Tripling in AI adoption within 6 weeks. Average meeting preparation time halved. Proposals written 60% faster.

The first time I met the sales director, he spent exactly one minute explaining to me why this project was a waste of time. "We sell. We don't have time for AI workshops. My people are out with clients — they're not sitting around playing with chatbots." And he didn't say it unkindly. He meant it sincerely.

And he wasn't wrong. His people were busy. Sales cycles were long. Competition was fierce. Time for a course was time not spent selling. That's a rational concern, and it deserves a rational response.

The problem with most AI implementations in sales teams is that they start with the technology and try to convince people it's relevant. We started from the opposite direction: with what salespeople actually hated about their work.

We asked the sales director for one thing: access to three of his salespeople for 30 minutes, one at a time. No presentation. No demo. Just conversation. He agreed with some scepticism.

We asked the three salespeople the same question: What is the part of your work you spend most time on and hate most? The answer was consistent across all three. Meeting preparation and proposal writing. Meeting preparation because it required research on the client's company, industry and competitive landscape — and because it took two to three hours per client meeting. Proposal writing because each proposal was a template-based exercise that still ended up requiring two to three hours of customisation.

That was what we worked with. Not AI in general. Not "the future of work." Precisely these two processes, for precisely these three salespeople.

We ran a two-hour session — we deliberately didn't call it a course. We called it a demonstration. We took a real client situation from one of the salespeople — an upcoming meeting, as it happened — and showed, step by step, how AI could halve the preparation time. We searched for public information about the client's company and used AI to summarise it into a briefing. We identified the likely pain points based on industry and company size. We generated five opening questions designed to surface the real challenges.

Then we took an existing proposal and showed how AI could generate a structured draft in six minutes, which the salesperson then customised in a further 20. Total time: 26 minutes instead of two to three hours.
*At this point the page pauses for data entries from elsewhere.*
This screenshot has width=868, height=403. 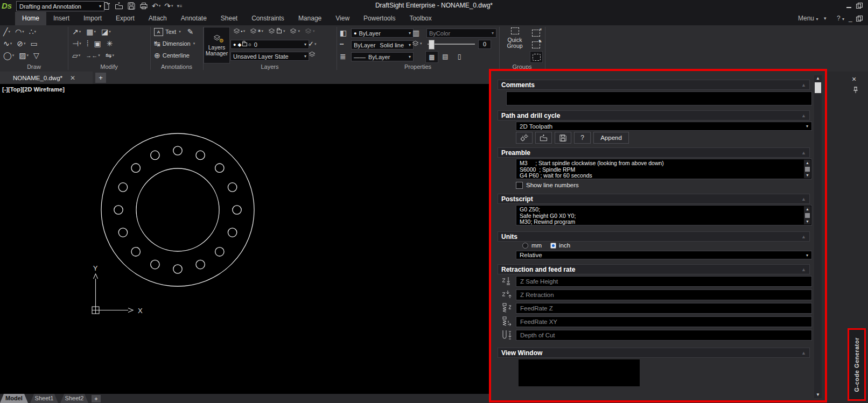 I want to click on layers-manager-button: ⚙ Layers Manager, so click(x=216, y=45). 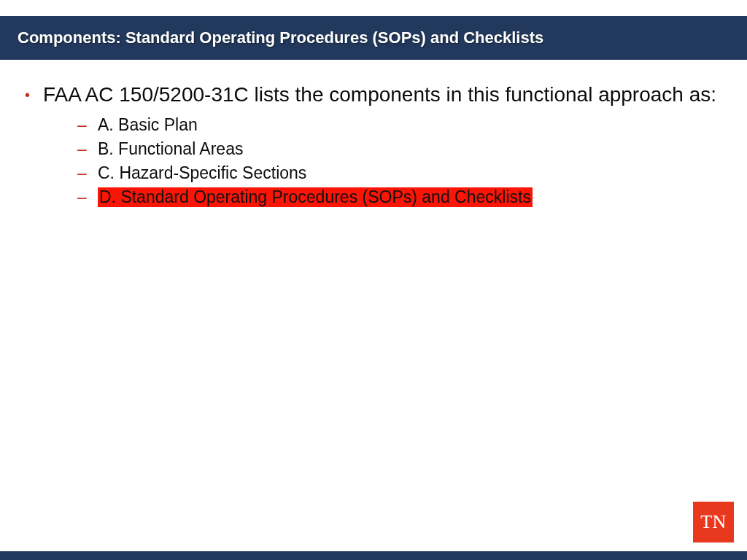 What do you see at coordinates (713, 522) in the screenshot?
I see `tn-state-logo: TN` at bounding box center [713, 522].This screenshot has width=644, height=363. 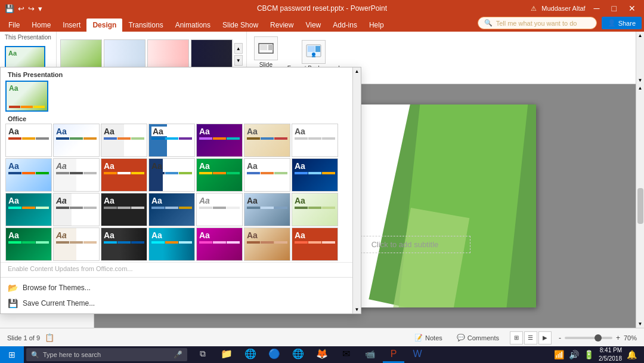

We were very conscious about what we didn't say. We didn't say AI writes their proposals for them. We didn't say AI replaces their knowledge and experience. We said the opposite: AI gives you back the hours you currently spend on templates and research — so you can use them for what you're best at. What clients choose you for is you, not the documents.

The three salespeople tried it the next day. Not because we asked them to — but because they were curious. One called me two days later to say he had had his best-prepared client meeting in three years. He knew the client's situation better than the client themselves, and the client noticed.

He shared it with his colleagues. Not in a meeting, not in a management email — but over lunch. "This is actually brilliant." Colleagues asked if they could try it. We ran an informal session for four of them. Then ten. Then all 22.

Six weeks after the first session, the sales director himself asked for structured onboarding for the whole team. The person who wouldn't allocate time for a course now allocated an entire afternoon. "I can see it in the numbers," he told me. "Preparation time is halved. We're sending more proposals. And the proposals are better — clients say so."

Tripling in AI adoption. Meeting preparation time halved. Proposals written 60% faster. But the number that matters most to him is none of those. It's that two salespeople who hadn't hit their quarterly targets in the previous two quarters are both above target. He doesn't attribute that directly to AI. But he says they have more time to actually sell — and it shows.

The most important lesson from this project is one that transfers to any kind of change initiative: don't start with the technology. Start with the problem people actually have. And show that you're solving it. The rest happens by itself.